As someone whose obsessive-compulsive disorder had me asking, from an early age, whether I was a good person—and, if not, then what would happen to me—I found that these accusations and random attacks from people who had previously seemed to care about me had a profoundly corrosive effect. It didn’t matter if they came in the form of slight negs from friends (“oh, too fancy to say hello?” when you didn’t spot them while walking head down on the street) or an unhinged message from an ex-friend’s ex-boyfriend or even a throwaway joke from my mother, the person meant to love me more than was even reasonable. It didn’t matter who said it, or even the content of what they said. If it even implied that I was, in some way, bad —I could not bear it.
I am, insofar as this is even a healthy response to life, a person who wants to make others happy. I want to make them feel seen, heard, understood, perhaps even bolstered or like their own life had been improved by knowing me or reading me or watching me.
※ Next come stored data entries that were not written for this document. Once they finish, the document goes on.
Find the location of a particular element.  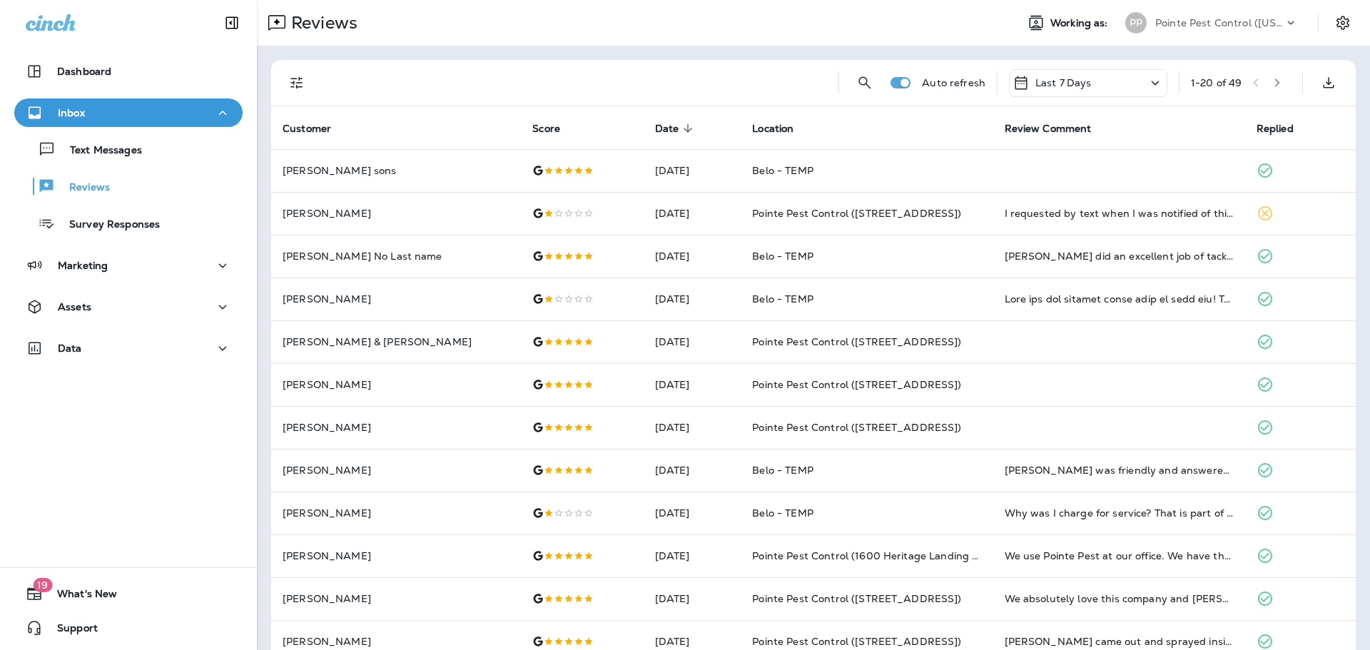

button: Settings is located at coordinates (1343, 23). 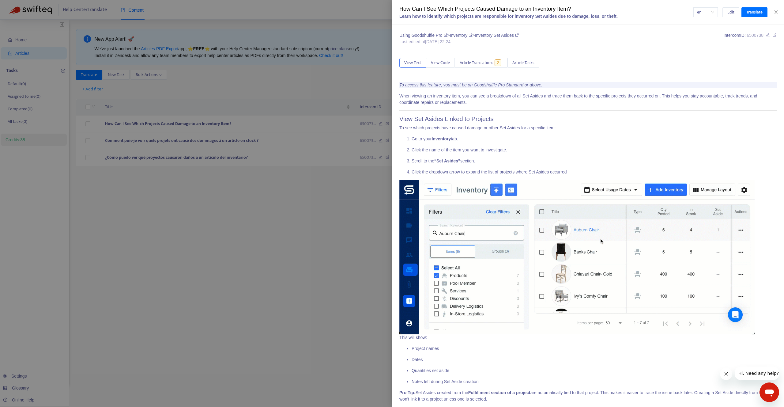 What do you see at coordinates (577, 257) in the screenshot?
I see `img: Set+Asides+on+Projects.gif` at bounding box center [577, 257].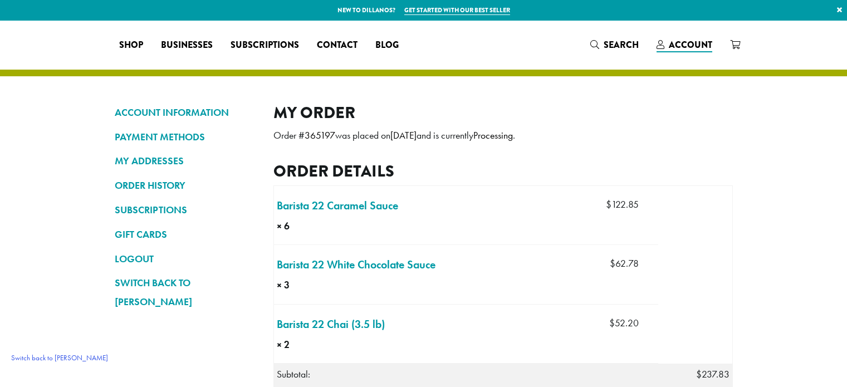  I want to click on a: MY ADDRESSES, so click(185, 161).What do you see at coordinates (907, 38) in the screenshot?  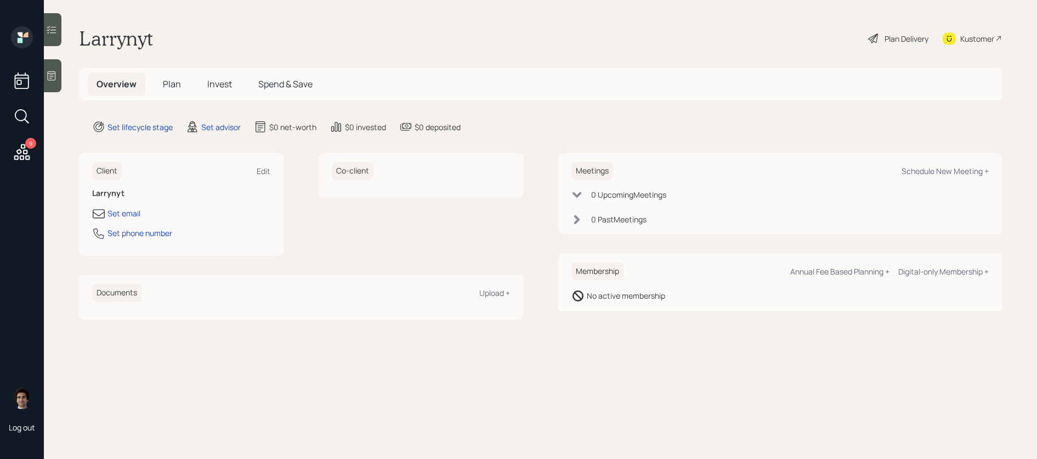 I see `div: Plan Delivery` at bounding box center [907, 38].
When I feel I have failed at that mission, I am overtaken by self-hatred, destabilized too totally to do much of anything.
I had to avoid the feeling at all costs. And so I learned to promise and placate, promise and placate.
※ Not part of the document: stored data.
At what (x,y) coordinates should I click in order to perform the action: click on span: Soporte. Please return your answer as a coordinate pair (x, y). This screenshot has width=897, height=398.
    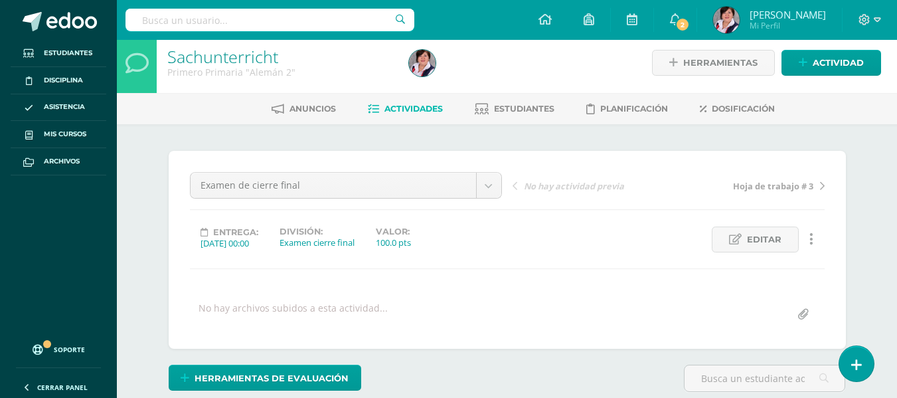
    Looking at the image, I should click on (69, 349).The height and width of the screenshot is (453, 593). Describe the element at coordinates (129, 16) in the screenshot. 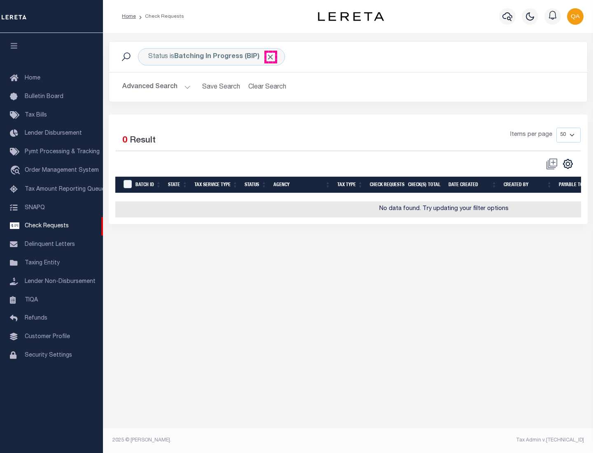

I see `a: Home` at that location.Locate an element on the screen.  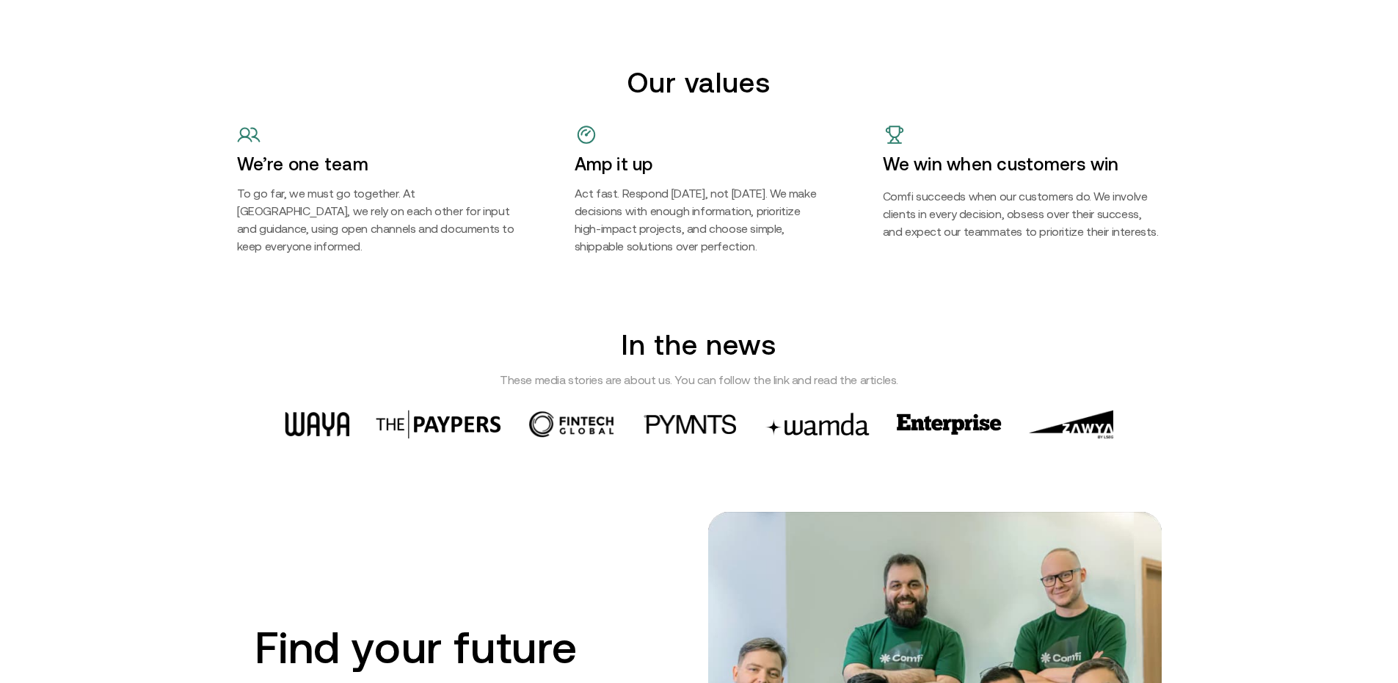
h4: We’re one team is located at coordinates (377, 164).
It was around this time that I started paying for every meal I ever shared (unless it was with an adult whose wealth was comically larger than mine, like we’re talking David Geffen level). It was around this time that I started lending my apartment to anyone who asked to stay there, giving away the jewelry off my fingers, offering up solutions to any problem mentioned, even if we’d met five minutes earlier. It was around this time that I began responding to any compliment with a returned compliment: “I love the show. AND BOY DO I LOVE YOUR EYES.”
It was around this time that I began to stop anytime someone recognized me and give them not only a selfie, but ten minutes of undivided attention, no matter how late it made me. It was around this time that I began to pack in coffee dates, three or four stacked on my rare free afternoons, with anyone who needed advice, anyone I’d ever interned with or for, old teachers and Twitter friends, anyone my mother said “was actually very smart.” A Saturday wasn’t for recovering, for reading, for dreaming. It was for ensuring that as many people as possible had a positive perception of me.
And life? Life was about not causing offense in the space between waking and crashing back into the hot paralysis of sleep. Never mind that one coffee date beget another, one favor beget another, one check beget another. If you make yourself out to be a bottomless resource, people will frack. They can’t help it. There are so many people with so many needs who think—often rightly—that the world wasn’t made for them. We all have to try and get it where we can.
But I wanted to be the exception to every rule—every rule about famous people, about crazy girls, about how the haves treat the have-nots. When given the choice about whether to displease someone and protect myself or help someone and exhaust myself, I would almost always land on option C: hurt myself badly, even though no one had really asked me to do that. I wanted, I know now, to be loving and loved, to be needed and necessary, to be so generous that I was above censure and so kind that I was above being subjected to anyone’s cruelty.